Does the Microbiome Help the Body Fight Cancer?

Source: The Scientist, August 2019

A few years ago, biologist Ze’ev Ronai discovered that the mouse strain he’d been working with for the last decade was particularly resistant to melanoma. He’d been studying the mice—which lack a functional copy of the protein-regulating enzyme RNF5—with colleagues at Sanford Burnham Prebys Medical Discovery Institute in La Jolla, California, to learn more about the cellular stress response pathways of which RNF5 is a part. When, during research on those stress pathways’ involvement in cancer progression, the scientists inoculated the RNF5 knockouts with melanoma cells, they were surprised to find that tumors grew more slowly, and the mice showed heightened antitumor immune responses compared with wildtype animals.

Excited by the implications for immunotherapy research, Ronai’s group planned to demonstrate that the knockout mice’s immune cells, which are produced by bone marrow, were sufficient to elicit the same cancer-resistant phenotype when transferred into wildtype animals. But the experiment didn’t work—a bone marrow transfer didn’t slow tumor growth. “To us,” Ronai says, “this indicated that there was something else beyond the immune system component that elicited the phenotype.”

Scouring the melanoma literature for inspiration, the team came across a 2015 study by the University of Chicago’s Thomas Gajewski and colleagues. That research showed that mice with melanoma responded better to immunotherapy treatment—specifically, to anti-PD-L1 immune checkpoint therapy, which works by enhancing antitumor responses—if their guts contained high concentrations of a bacterial genus called Bifidobacterium. It piqued Ronai’s interest, and “led us to examine whether the differences we saw here could be linked to the microbiota,” he says.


_Problem details_:
Everything below from the line with "Where is human body?" through the line with "I am looking" must be retyped exactly, except the pictures.

_Information provided_:
::::
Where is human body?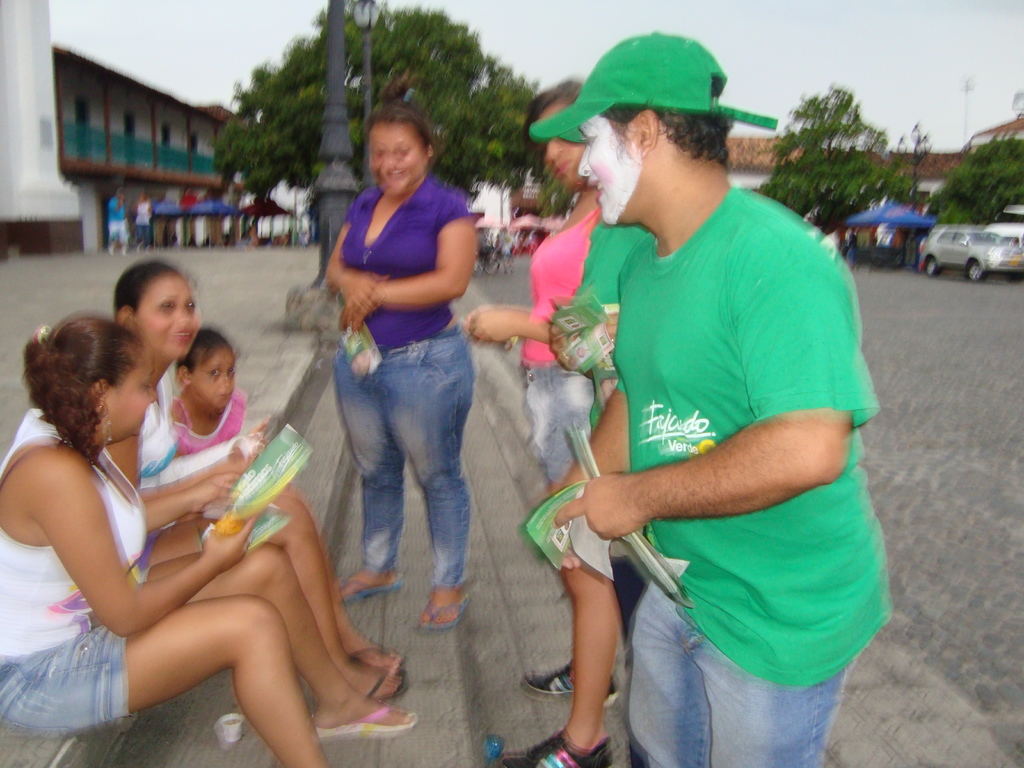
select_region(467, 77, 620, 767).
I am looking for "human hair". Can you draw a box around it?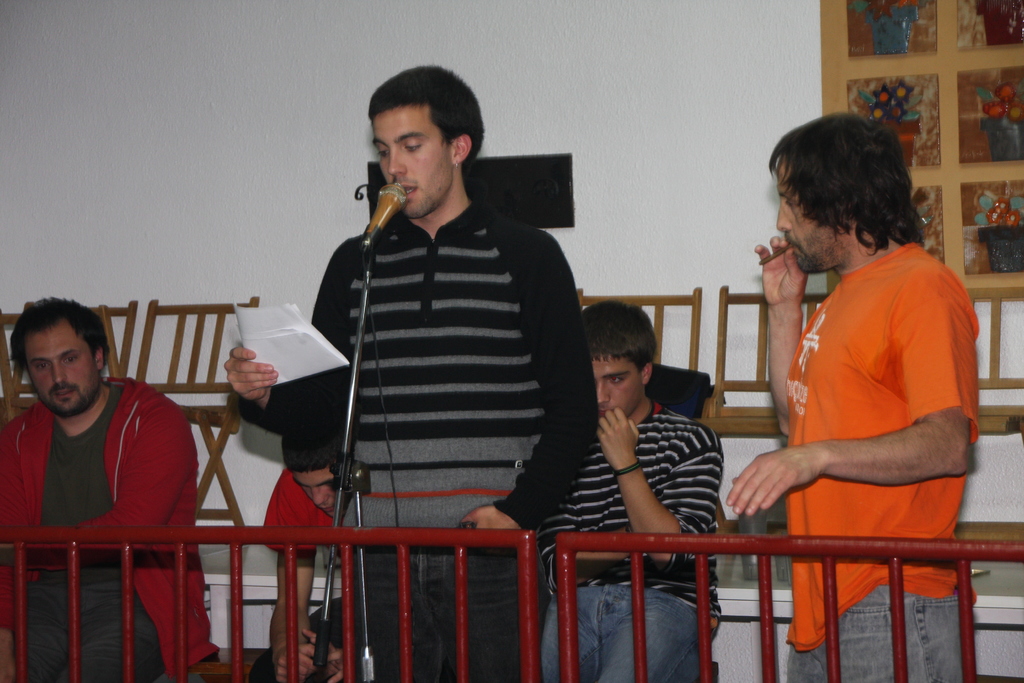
::::
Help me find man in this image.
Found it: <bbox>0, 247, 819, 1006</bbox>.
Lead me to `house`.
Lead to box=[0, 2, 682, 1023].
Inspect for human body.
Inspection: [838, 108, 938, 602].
::::
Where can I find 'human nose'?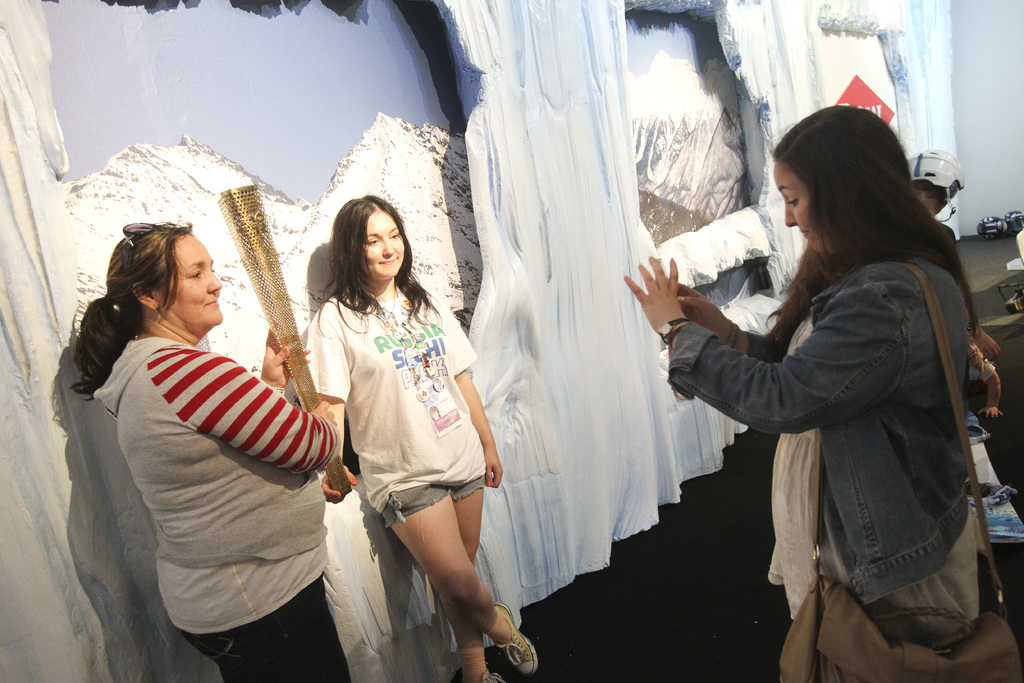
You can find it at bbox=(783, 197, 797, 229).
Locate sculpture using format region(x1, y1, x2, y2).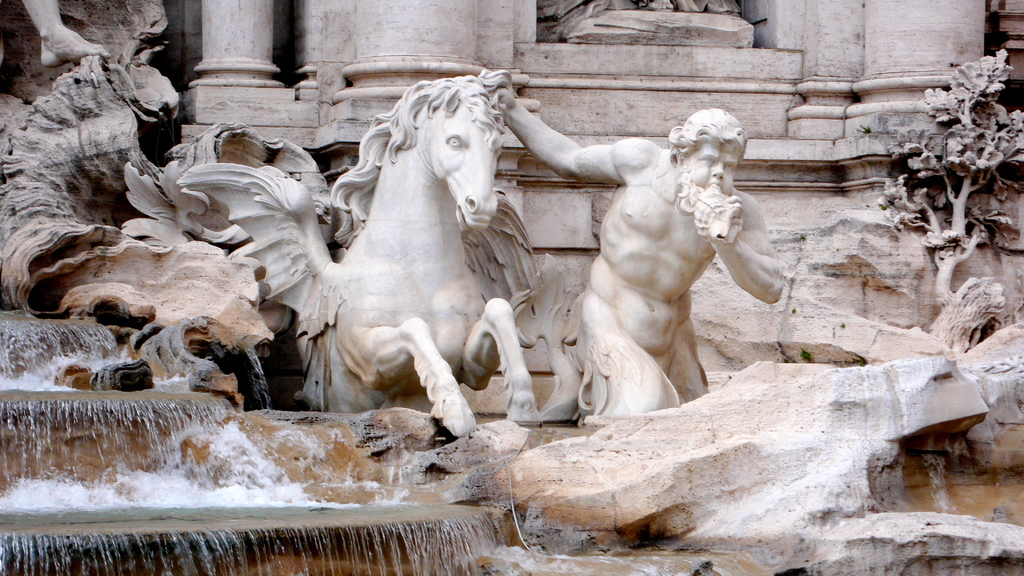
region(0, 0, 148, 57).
::::
_Answer box_:
Where is human body?
select_region(467, 77, 620, 767).
I am looking for "human hair". Can you draw a box around it?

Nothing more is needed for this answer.